[Obscure Rule] applies for this entire section.

In the last chapter, we made the observation that a computer character set has two parts: a character repertoire and an agreement on how the repertoire's characters will be encoded as numbers. SQL has a similar rule: An SQL Character set is a combination of two things:

  1. A character repertoire: the set of characters that belong to the Character set.
  2. A Form-of-use: the repertoire's encoding scheme -- the one-to-one mapping scheme between each character in the repertoire and a set of internal codes (usually 8-bit values) that define how the repertoire's characters are encoded as numbers. (These codes are also used to specify the order of the characters within the repertoire.)

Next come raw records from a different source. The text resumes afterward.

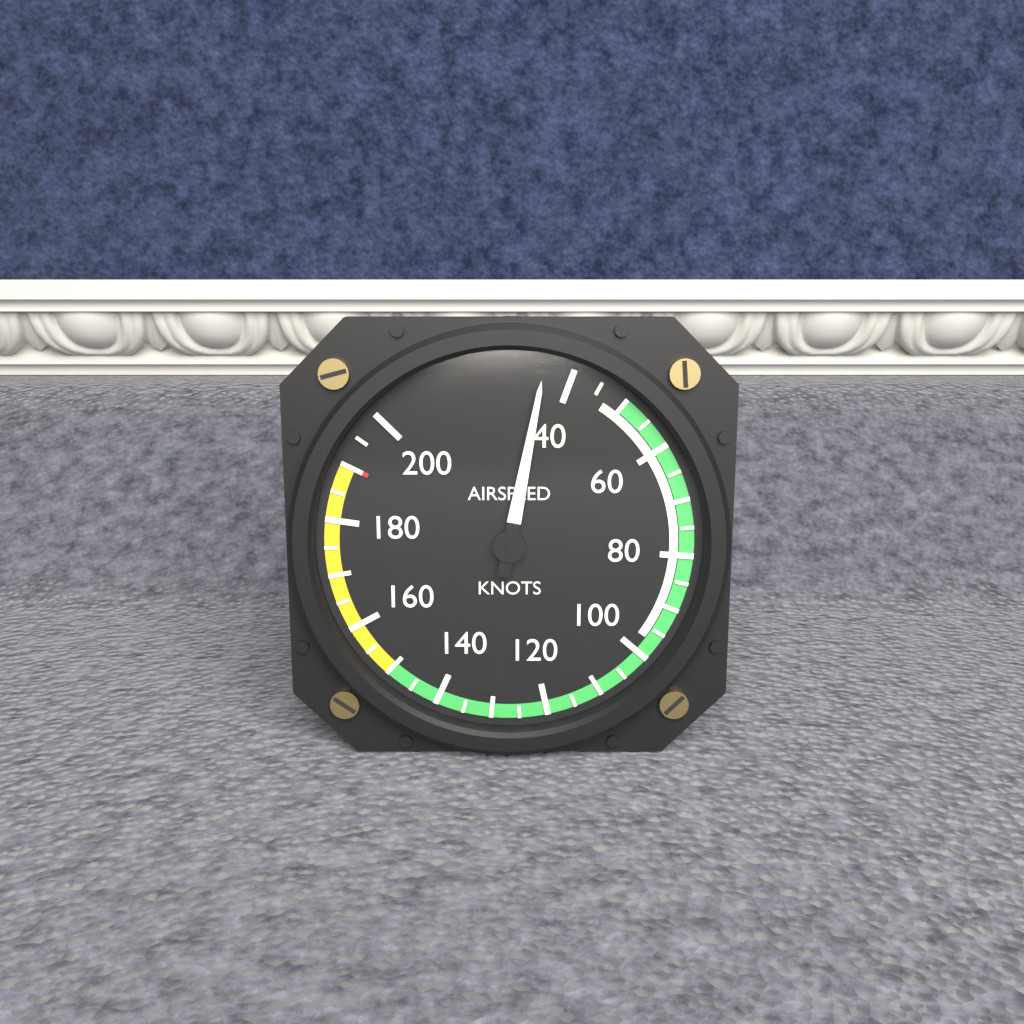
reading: 35 knots
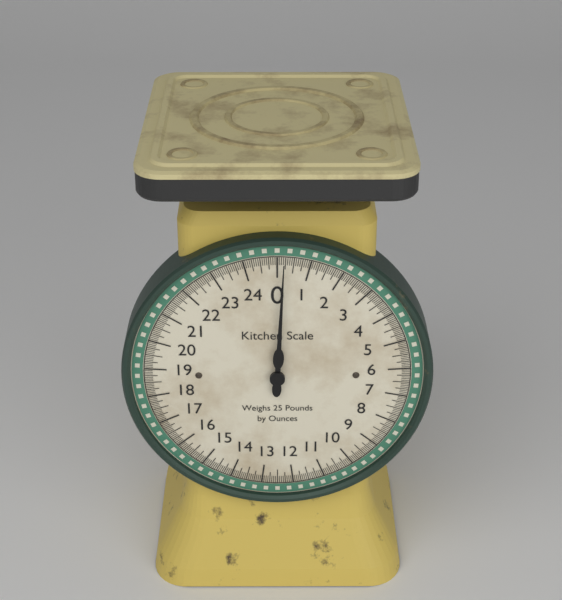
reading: 0.2000 lb
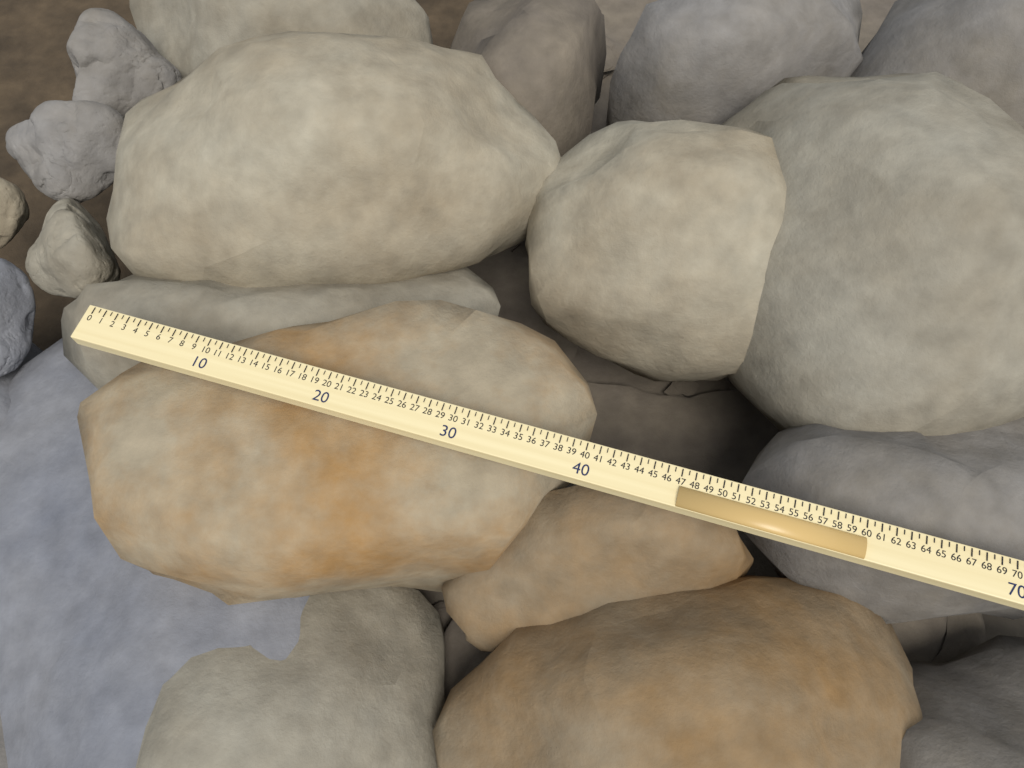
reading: 40.0 (no unit)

All SQL character strings belong to some Character set. Whenever you're working with an SQL character string, you may either specify the Character set it belongs to, or allow it to belong to a default Character set chosen by your DBMS. (To simplify matters, we recommend that you always follow the latter course. This will ensure that you get standard results across SQL-sessions.)

To explicitly specify a Character set for a character string, add a CHARACTER SET clause to a <data type> specification and/or "_<Character set name>" to a <literal>, as shown in the appropriate syntax diagrams in this chapter. Your current <AuthorizationID> must have the USAGE Privilege for the Character set named.

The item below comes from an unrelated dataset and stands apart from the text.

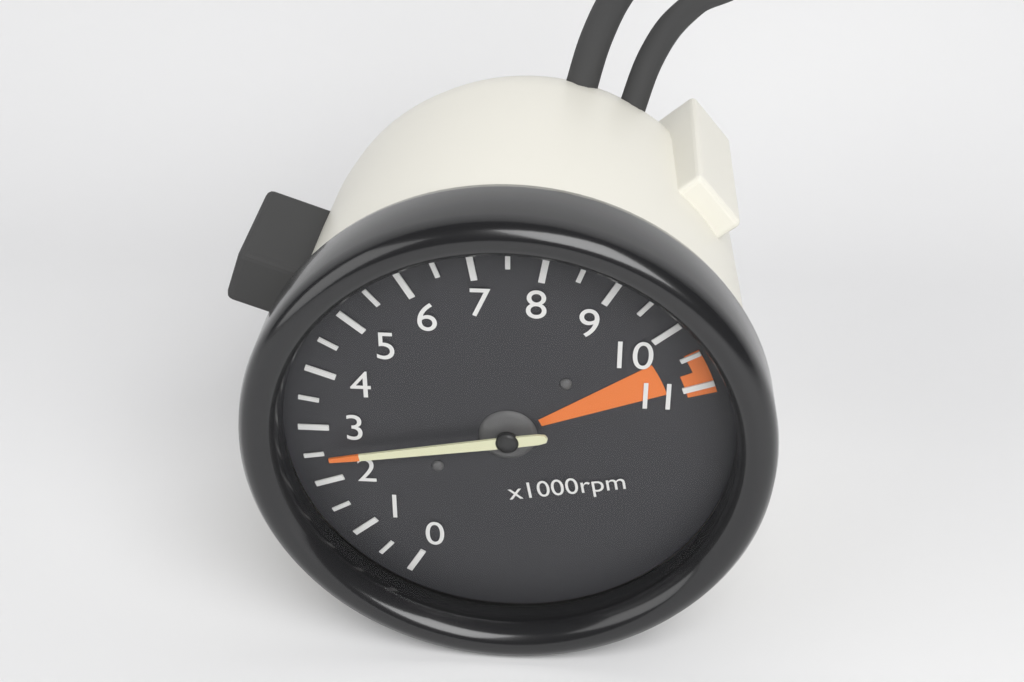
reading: 2.5 x1000rpm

If you choose not to specify a Character set for a character string, the current default Character set is implicit. Your DBMS will choose the current default Character set using these rules:

  1. A character string <data type> specification (in CREATE SCHEMA, CREATE TABLE, CREATE DOMAIN, ALTER TABLE and ALTER DOMAIN) that doesn't include an explicit CHARACTER SET clause is treated as if the default Character set of the Schema it's defined in was explicitly named.
    [NON-PORTABLE] In any operation other than defining a Domain, defining a Column or defining a Field (e.g.: in a CAST operation), a character string <data type> specification that doesn't include a CHARACTER SET clause will be treated as if it belongs to a Character set that is non-standard because the SQL Standard requires implementors to define what the operation's default Character set is. [OCELOT Implementation] The OCELOT DBMS that comes with this book uses ISO8BIT -- the DBMS's initial default Character set -- as the default Character set for such operations.
  2. Any other character string value that doesn't include an explicit Character set specification must either consist only of <SQL language character>s or the value's Character set defaults to (a) the default Character set of the Schema, if it's found in a CREATE SCHEMA statement, (b) the default Character set of the SQL-session, if it's found in a dynamic SQL statement or (c) the default Character set of the Module you're running, if it's found in any other SQL statement in a Module.

Every Character set has at least one Collation: its default Collation. You may define additional Collations for any Character set.

If you want to restrict your code to Core SQL, don't explicitly define the Character set that any character string belongs to -- always allow it to belong to the default Character set.